Friday, August 27, 2010

What's the difference?

How do we compare two texts? For line-by-line comparison of electronic files, Unix systems have had a diff command since time immemorial. (A version had already been around long enough for Hunt and McIlroy to write an article about it in 1976, before I had ever laid eyes on a computer, and before any of my students were born.) For XML documents, XMLUnit is a java library that can describe differences not only in the text nodes of two documents, but in their XML structure as well.

Both diff and XMLUnit describe differences between electronic documents in specific formats, and report on differences in terms of that format (line-by-line structure from diff; XML structure from XMLUnit). Neither solution is adequate for the Homer Multitext project. Its collection of texts is not defined in terms of specific document formats: instead, texts are managed and manipulated by the more abstract references of canonical citation
(e.g., Homeric papyri; and texts from Byzantine manuscripts). How would we compare two passages of texts identified by canonical citations?

Traditional Homeric scholarship suggests an approach. Homerists refer to "vertical" vs. "horizontal" variation across versions of the Iliad. "Vertical variation" refers to entire lines that are present in one version but not another; "horizontal variation" refers to differences across versions in "the same" line (that is, a line that is canonically cited by the same reference). This can be generalized to any canonically citable text, if we think of vertical variation as the differences not just of Iliadic lines, but of the citation units of any text. (By this way of thinking, manuscripts of the Gospel of John that include the longer ending would show "vertical" variation compared to manuscripts that stop after the shorter ending.) Horizontal variation then would be a description of the variation within a single citation unit (whether that is a line of the Iliad or verse of John).

We could then reduce vertical difference to an operation on two ordered lists of citation values. Analogously, if we can tokenize the textual content of a citable passage, we could treat horizontal difference as an operation on two ordered lists of tokens. (Tokenizing texts has its own challenges, but I'll blog on that topic some other time.)

This is a happy result. First, we can acquire the data for a comparison with existing requests in the CTS protocol, to determine citation values, or to find textual content of a passage. Second, we can apply a single algorithm to both vertical/structural variation, and horizontal/intra-node variation. Third, comparing two ordered sequences of tokens is one of the best studied problems in computer science (since applications like comparing DNA sequences have attracted a lot more attention than differences in Homeric manuscripts). I googled up this site and had a basic collation class running in a few minutes (but a good programmer would be able to do this far more easily than my stumbling efforts).

This raises the far more interesting question: what exactly do we want to know about the vertical and horizontal differences between two passages? Some of the things we can determine include:
  • what tokens are unique to passage A?
  • what tokens are unique to passage B?
  • what is the longest common sequence of the two lists?
  • what is the complete ordered union of the two lists, and the status of each token in the list (A only, B only, in both, in both but in a different position) ?
I've blogged a very minimal example comparing two manuscripts of the Iliad.
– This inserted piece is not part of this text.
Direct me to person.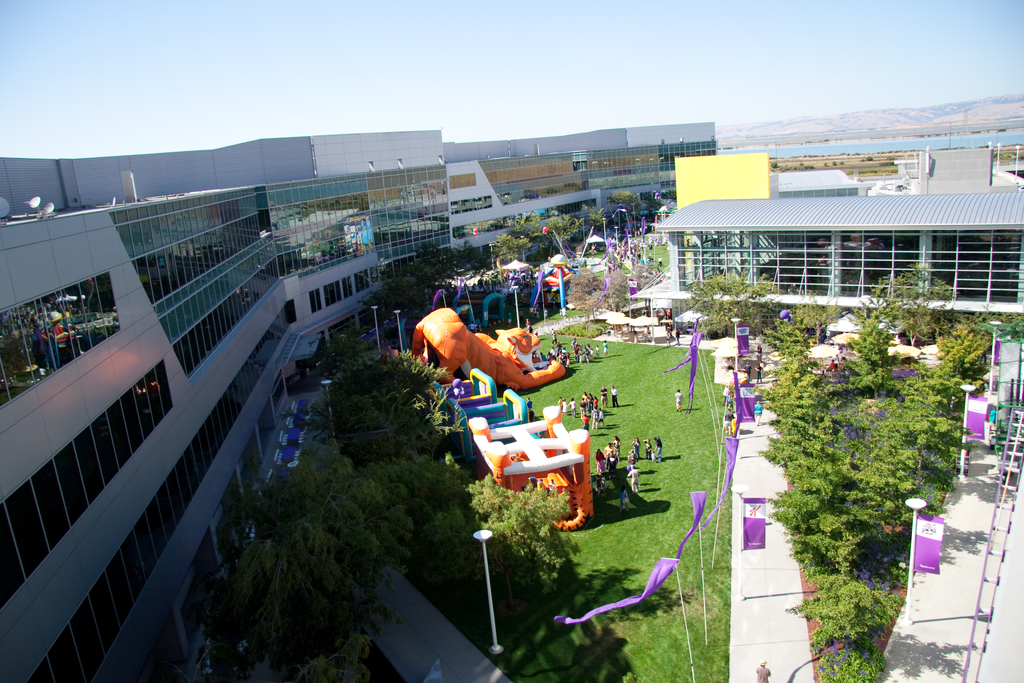
Direction: [755, 343, 760, 358].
There's lots more to do.



2 comments:

Unknown said...

If we could tokenize the textual content of a citable passage, could we then also compare the same passage in two languages (Latin and Greek, Greek and English)?

Neel Smith said...

One of the beautiful features of the Canonical Text Services protocol is that we can directly do "vertical differences" (differences in citation values) across versions, including translations.

For aligning and comparing the textual contents of works in different languages, see David Bamman's stunning work. He's able to align individual words in English and Greek at something like a 70% success rate, I believe.